Early on in the documentary, Bannon, always a controversial figure, praises the architectural achievements of the Auschwitz concentration camp and defends his time in the Trump White House.

“There’s no glamour to the job. I hated every second I was there. The West Wing has bad karma to it. They say, ‘Because you were doing bad stuff!’ But I was doing the Lord’s work.”

John DeFore of the Hollywood Reporter screened and reviewed the Bannon documentary and believes that Bannon has bought into his own press as “the villain” and believes that the media is still obsessed with him. But DeFore says this is all unfounded as Bannon’s message is stale.

“This Bannon is a snooze, occasionally making a wry aside but nearly never saying anything unusually smart or new.”

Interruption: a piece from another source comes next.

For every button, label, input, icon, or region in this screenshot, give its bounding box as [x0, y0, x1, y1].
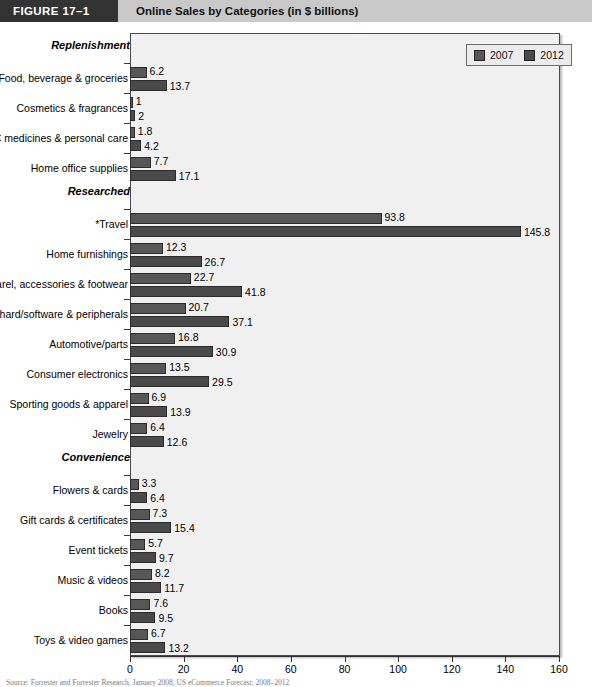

He adds that Bannon in the flesh and on film has far less of a punch than the articles about him during his time in the White House, which portrayed him as a supposed evil genius behind the president which included press photos that were more interesting when “captured, Sasquatch-like, in one of those rumpled-wino photographs.”

The documentary also talks about Bannon’s struggle to lose weight, showing him juicing and sharing his love of kombucha as he goes on the road seeming committed to sharing his message and carefully avoiding pressure to throw Donald Trump under the bus.

The Daily Beast says that Bannon still believes he learned a lot from Trump the man during his short tenure in the White House and on the campaign trail. He says that the president taught him that there is really no such thing as bad press.

Bannon believes that 30 years from now, Trump will be part of everyone’s personal life, like it or not, and he believes that Trump’s messages will have a lasting effect on our culture.

“Donald Trump is a historical figure and a transformative president.”